Mississippi’s ban is one of a series of restrictive abortion laws passed in Republican-governed states in recent years. The Supreme Court on Nov. 1 heard arguments over a Texas law banning abortion at around six weeks of pregnancy but has not yet issued a ruling.

Anti-abortion advocates believe they are closer than ever to overturning Roe, a longstanding goal for Christian conservatives.

‘EGREGIOUSLY WRONG’

Conservative justices downplayed the idea that the court must be careful in overturning its own precedents, noting that it has done so in many contexts including overturning a notorious 1895 ruling allowing racial segregation.

“So there are circumstances in which a decision … must be overruled simply because it was egregiously wrong at the moment it was decided,” conservative Justice Samuel Alito said.

U.S. Solicitor General Elizabeth Prelogar, representing Biden’s administration, said overturning Roe would be an “unprecedented contraction” of individual rights.

“The court has never revoked a right that is so fundamental to so many Americans and so central to their ability to participate fully and equally in society,” Prelogar said.

Opinion polls show a majority of Americans support abortion rights.

The Roe and Casey decisions determined that states cannot ban abortion before a fetus is viable outside the womb, generally viewed by doctors as between 24 and 28 weeks. Mississippi’s 15-week ban challenges that. Roberts said a ban at 15 weeks is “not a dramatic departure” from viability.

Scott Stewart, arguing for Mississippi, said the Roe and Casey rulings “haunt our country.”

“They have no basis in the Constitution. They have no home in our history or traditions. They’ve damaged the democratic process. They’ve poisoned the law. They’ve choked off compromise,” Stewart said.

Mississippi is among 12 states with so-called trigger laws designed to ban abortion if Roe v. Wade is overturned. Additional states likely would rapidly curtail abortion access. (See related graphic)

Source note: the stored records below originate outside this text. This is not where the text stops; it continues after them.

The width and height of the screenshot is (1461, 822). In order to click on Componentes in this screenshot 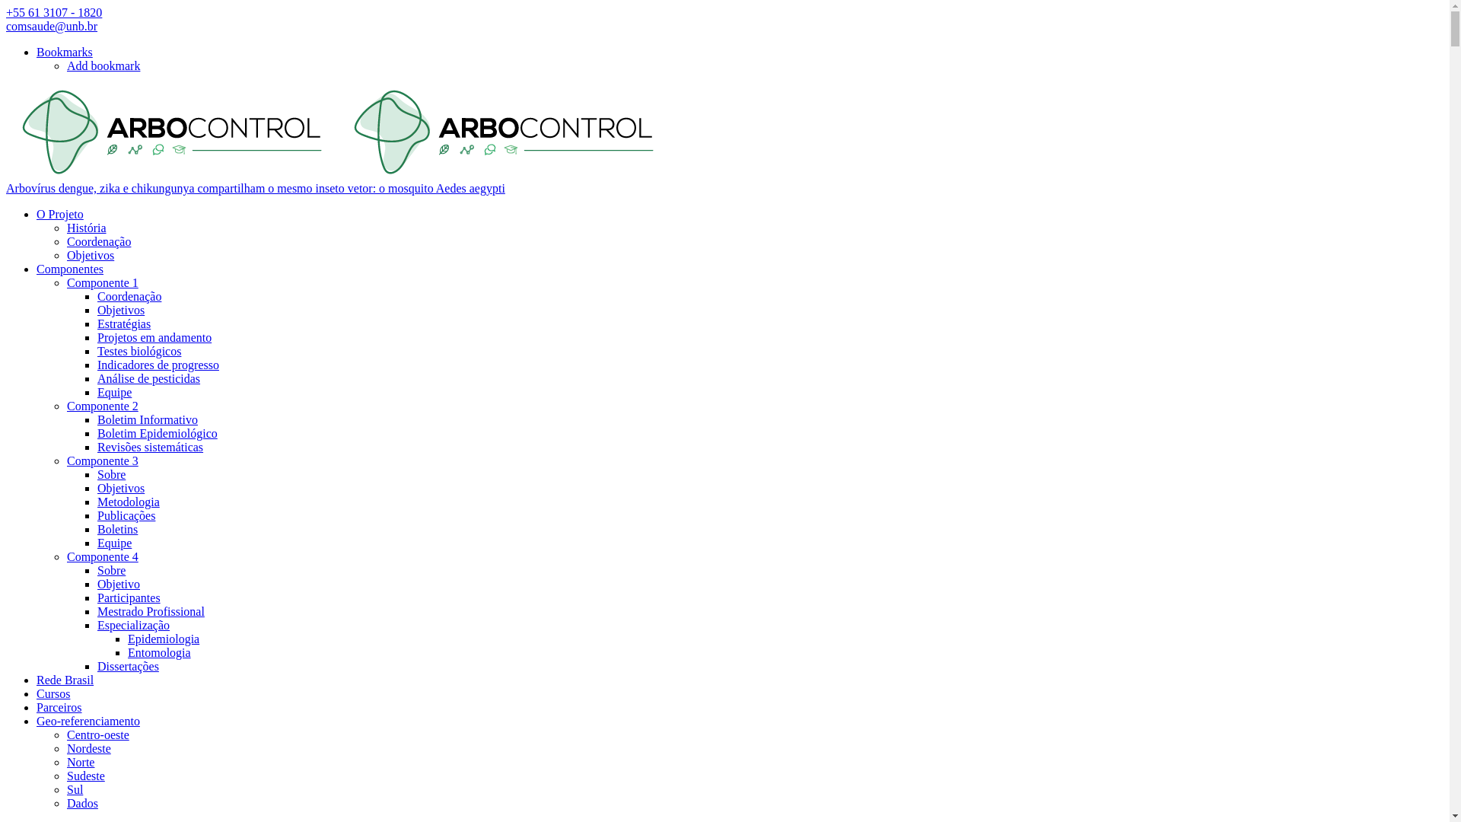, I will do `click(70, 269)`.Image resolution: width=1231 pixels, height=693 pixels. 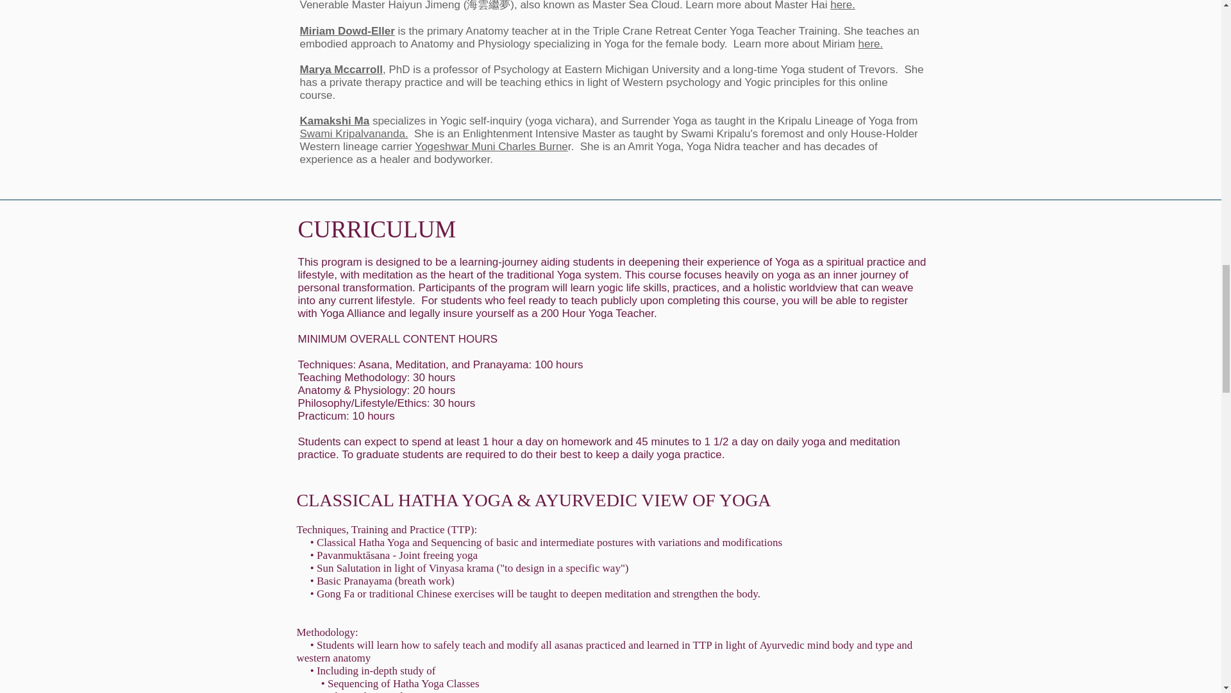 What do you see at coordinates (491, 146) in the screenshot?
I see `Yogeshwar Muni Charles Burne` at bounding box center [491, 146].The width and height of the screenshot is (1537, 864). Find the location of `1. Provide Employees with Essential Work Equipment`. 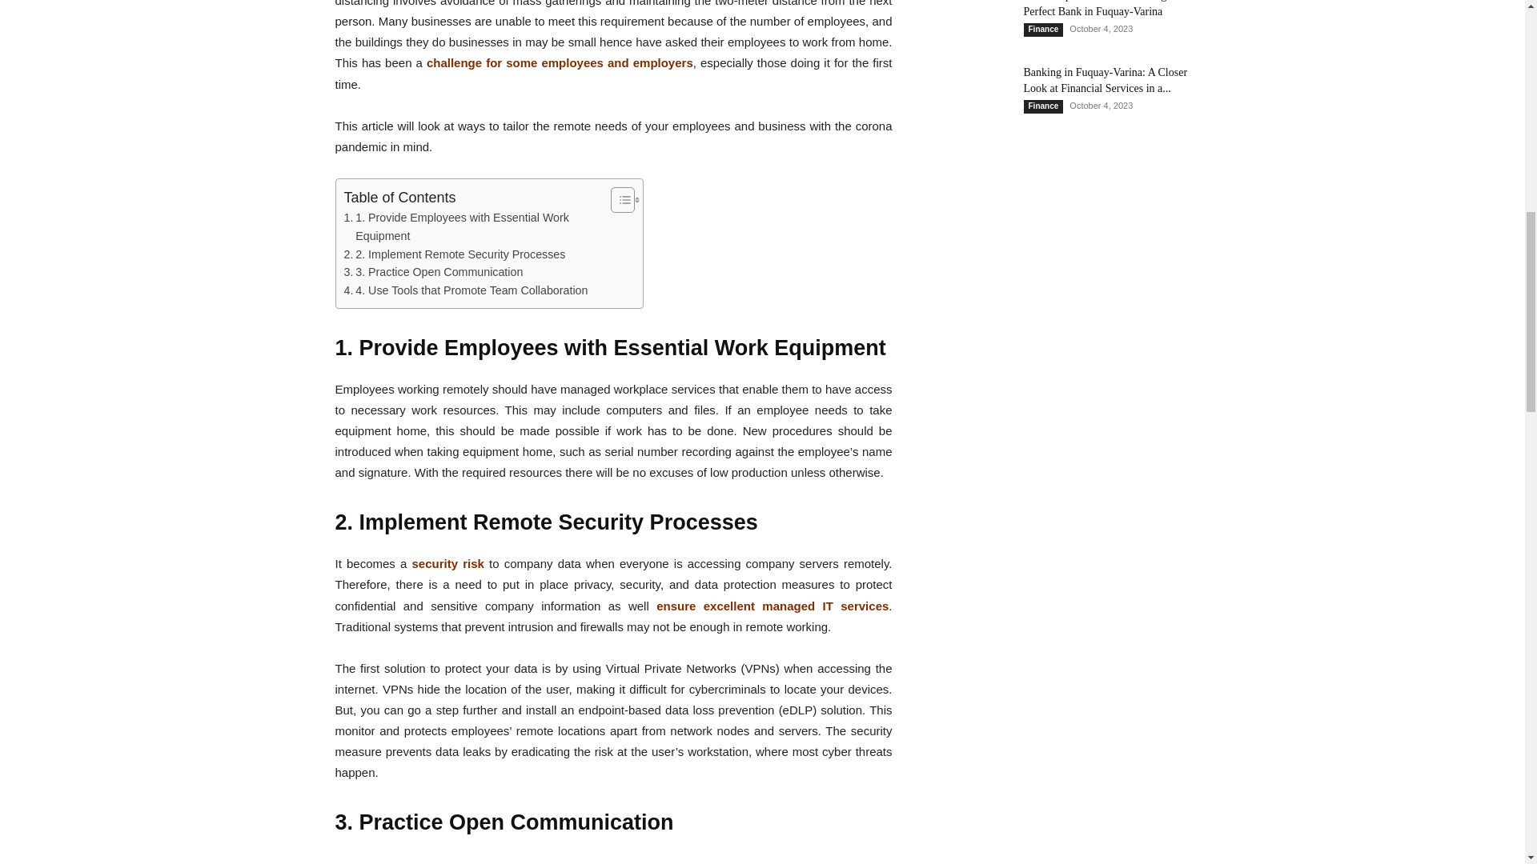

1. Provide Employees with Essential Work Equipment is located at coordinates (473, 227).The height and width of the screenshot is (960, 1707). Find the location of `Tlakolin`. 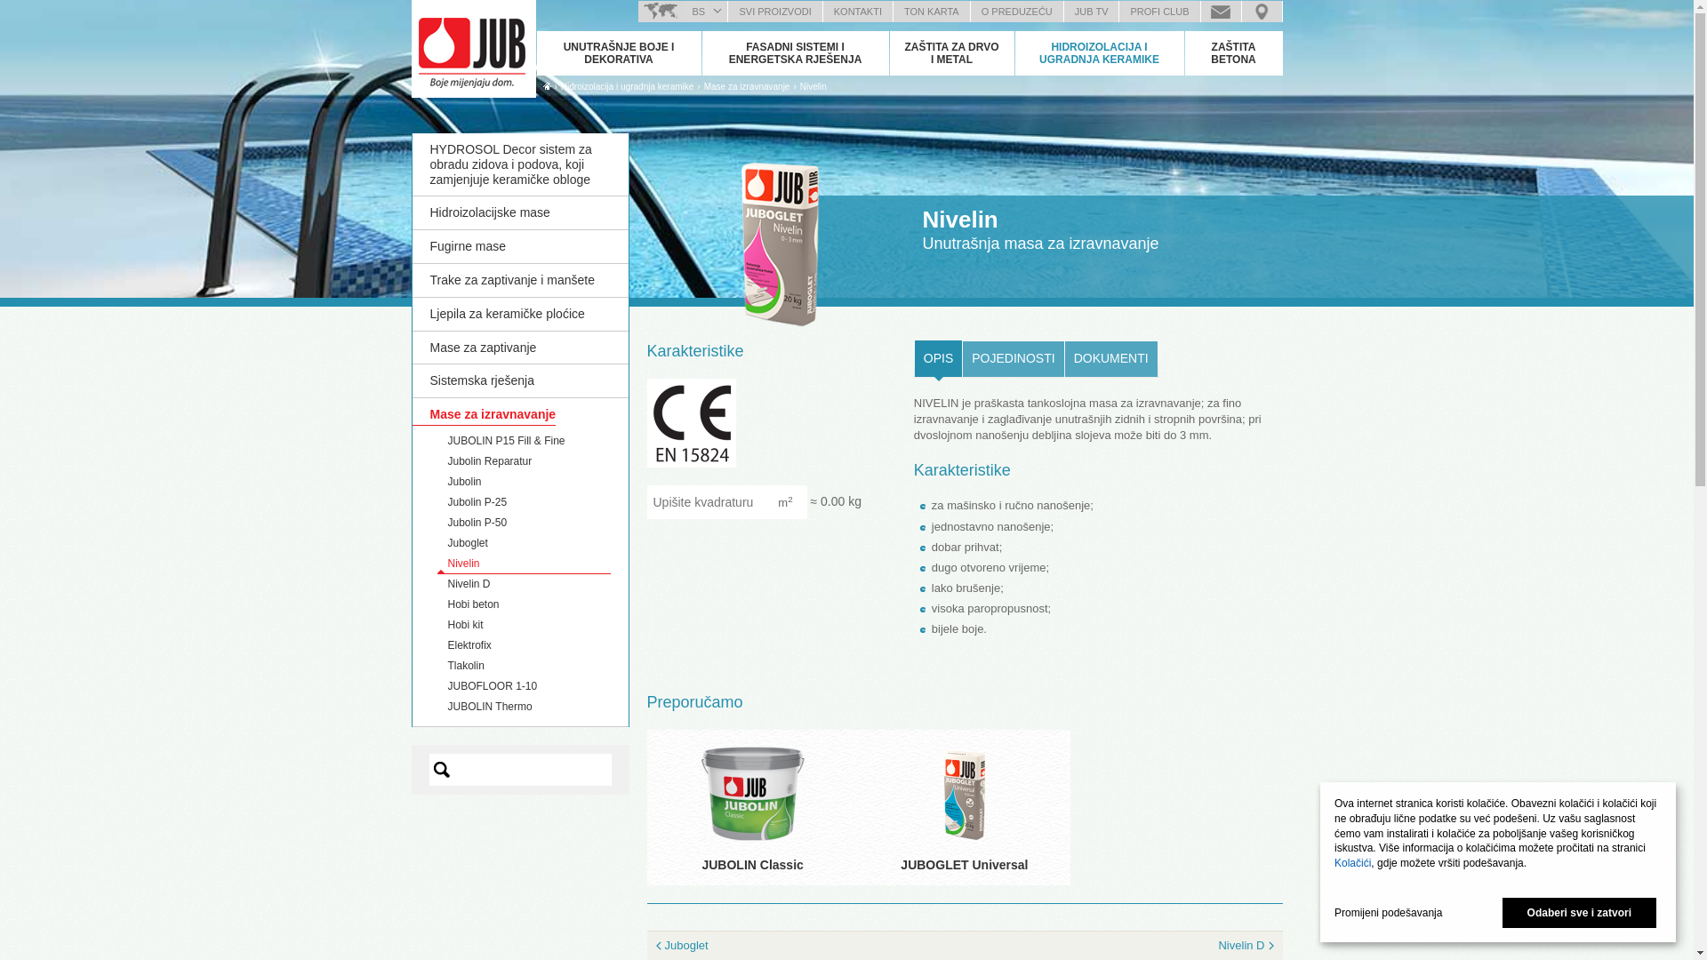

Tlakolin is located at coordinates (466, 666).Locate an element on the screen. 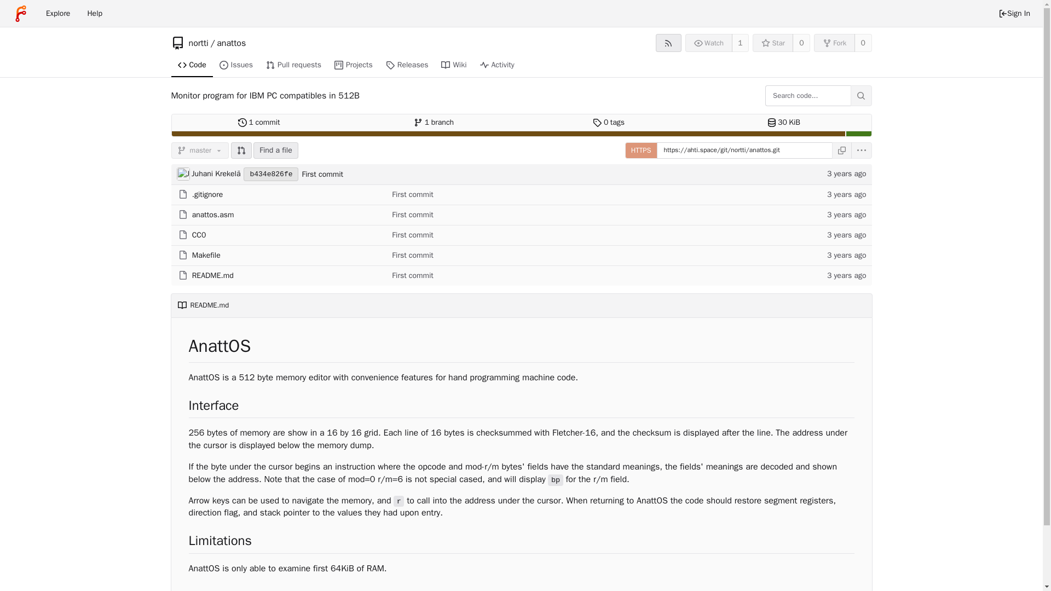 The width and height of the screenshot is (1051, 591). nortti is located at coordinates (94, 13).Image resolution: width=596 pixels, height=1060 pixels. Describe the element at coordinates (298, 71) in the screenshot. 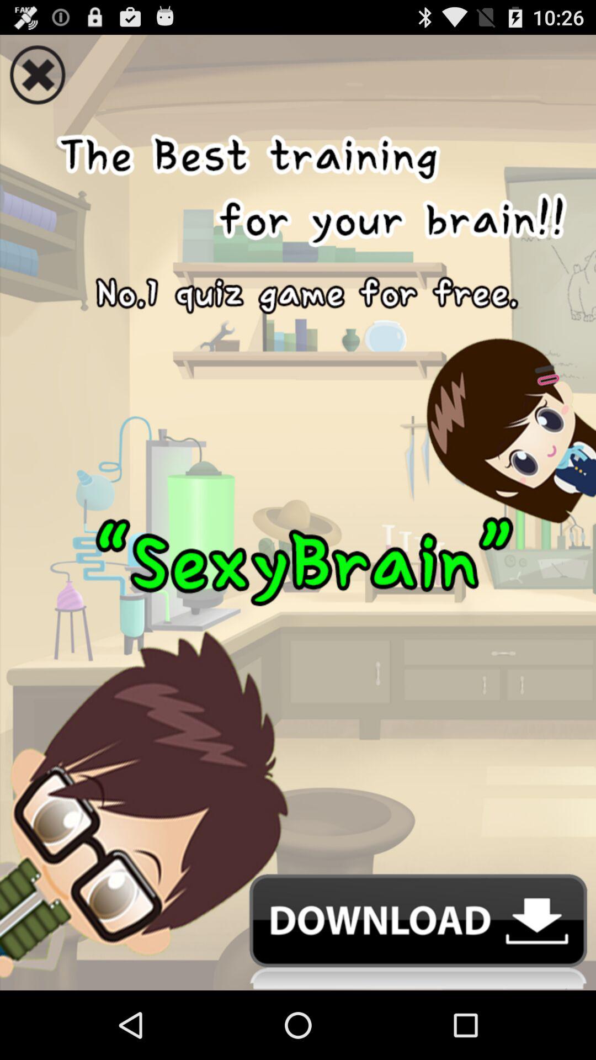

If Roe were overturned or limited, in large swathes of America women who want to end a pregnancy could face the choice of having a potentially dangerous illegal abortion, traveling to another state where the procedure remains legal and available or buying abortion pills online. The procedure would remain legal in liberal-leaning states, 15 of which have laws protecting abortion rights.